WHY I DISCARDED MY MANUSCRIPT ON WELLNESS AND THE PRESBYTERIAN BOOK OF ORDER
I was well on my way to essays
when you unexpectedly assigned the class a poem.
A love poem, you said,
twenty-five words or less, don’t use the word god
or the word love, and make it honest.
As if conspiring, on the edge of vision a smudge
of green in a wooden bowl—
Granny Smith apples my wife bought for our son,
coming home from college.
Twenty-four words and three couplets later
you couldn’t budge a word or line I had scribbled
on that chalky green-board.
Then came the grateful lover’s remorse: Oh,
where have you been all my life?
Then poetry moved into my files, onto my shelves.
Then my obituary changed.
John L. Wright is a retired physician who wrote his first poem in 1988 at the age of 58. His poems have appeared in eleven anthologies including, Floating Bridge Pontoon Four, Eight,Ten and Review # 5. He has published three collections: Through an Old Wooden Bowl in 1999 (The Swedish Medical Center Foundation); As Though Praying: Poems from Decatur Island in 2003 and The Beginning of Love in 2005, both self-published by Bluestone Press. John and his wife, Lanita, have lived on two wooded acres in Woodway, WA. since 1964; here they have raised two sons, five dogs and too many cats to count; here, too, while gardening or landscaping many of his poems have had their beginning.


### [What is required]
What you return must be the lines of the data that hold the word "name".

(Excerpts from a dataset)
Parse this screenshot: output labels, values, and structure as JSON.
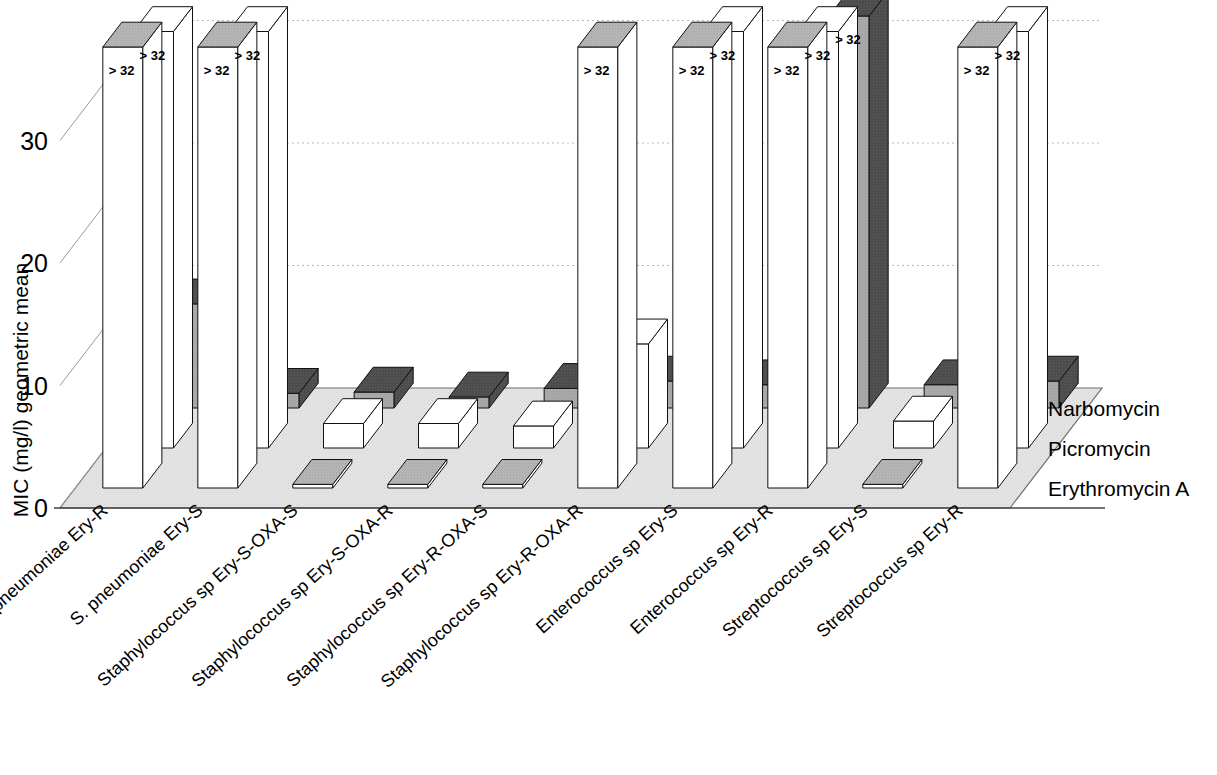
{
  "chart_data": {
    "type": "bar",
    "title": "",
    "subtitle": "",
    "xlabel": "",
    "ylabel": "MIC (mg/l) geometric mean",
    "ylim": [
      0,
      40
    ],
    "yticks": [
      0,
      10,
      20,
      30
    ],
    "ytick_labels": [
      "0",
      "10",
      "20",
      "30"
    ],
    "grid": true,
    "legend_position": "right",
    "projection": "3d",
    "value_label_text": ">32",
    "value_label_display": "> 32",
    "categories": [
      "S. pneumoniae Ery-R",
      "S. pneumoniae Ery-S",
      "Staphylococcus sp Ery-S-OXA-S",
      "Staphylococcus sp Ery-S-OXA-R",
      "Staphylococcus sp Ery-R-OXA-S",
      "Staphylococcus sp Ery-R-OXA-R",
      "Enterococcus sp Ery-S",
      "Enterococcus sp Ery-R",
      "Streptococcus sp Ery-S",
      "Streptococcus sp Ery-R"
    ],
    "series": [
      {
        "name": "Erythromycin A",
        "color": "#4d4d4d",
        "side_color": "#a8a8a8",
        "top_color": "#4d4d4d",
        "values": [
          36,
          36,
          0.3,
          0.3,
          0.3,
          36,
          36,
          36,
          0.3,
          36
        ],
        "labels": [
          "> 32",
          "> 32",
          "",
          "",
          "",
          "> 32",
          "> 32",
          "> 32",
          "",
          "> 32"
        ]
      },
      {
        "name": "Picromycin",
        "color": "#ffffff",
        "side_color": "#ffffff",
        "top_color": "#ffffff",
        "values": [
          34,
          34,
          2.0,
          2.0,
          1.8,
          8.5,
          34,
          34,
          2.2,
          34
        ],
        "labels": [
          "> 32",
          "> 32",
          "",
          "",
          "",
          "",
          "> 32",
          "> 32",
          "",
          "> 32"
        ]
      },
      {
        "name": "Narbomycin",
        "color": "#ffffff",
        "side_color": "#ffffff",
        "top_color": "#b4b4b4",
        "values": [
          8.5,
          1.2,
          1.3,
          0.9,
          1.6,
          2.2,
          1.9,
          32,
          1.9,
          2.2
        ],
        "labels": [
          "",
          "",
          "",
          "",
          "",
          "",
          "",
          "> 32",
          "",
          ""
        ]
      }
    ]
  },
  "legend": {
    "items": [
      {
        "label": "Erythromycin A"
      },
      {
        "label": "Picromycin"
      },
      {
        "label": "Narbomycin"
      }
    ]
  },
  "axes": {
    "y_title": "MIC (mg/l) geometric mean",
    "y_tick_0": "0",
    "y_tick_10": "10",
    "y_tick_20": "20",
    "y_tick_30": "30"
  },
  "colors": {
    "floor": "#e3e3e3",
    "dark_bar": "#4d4d4d",
    "dark_bar_side": "#a8a8a8",
    "gray_top": "#b4b4b4",
    "white_bar": "#ffffff",
    "outline": "#000000",
    "gridline": "#bbbbbb"
  }
}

### [Written response]
        "name": "Erythromycin A",
        "name": "Picromycin",
        "name": "Narbomycin",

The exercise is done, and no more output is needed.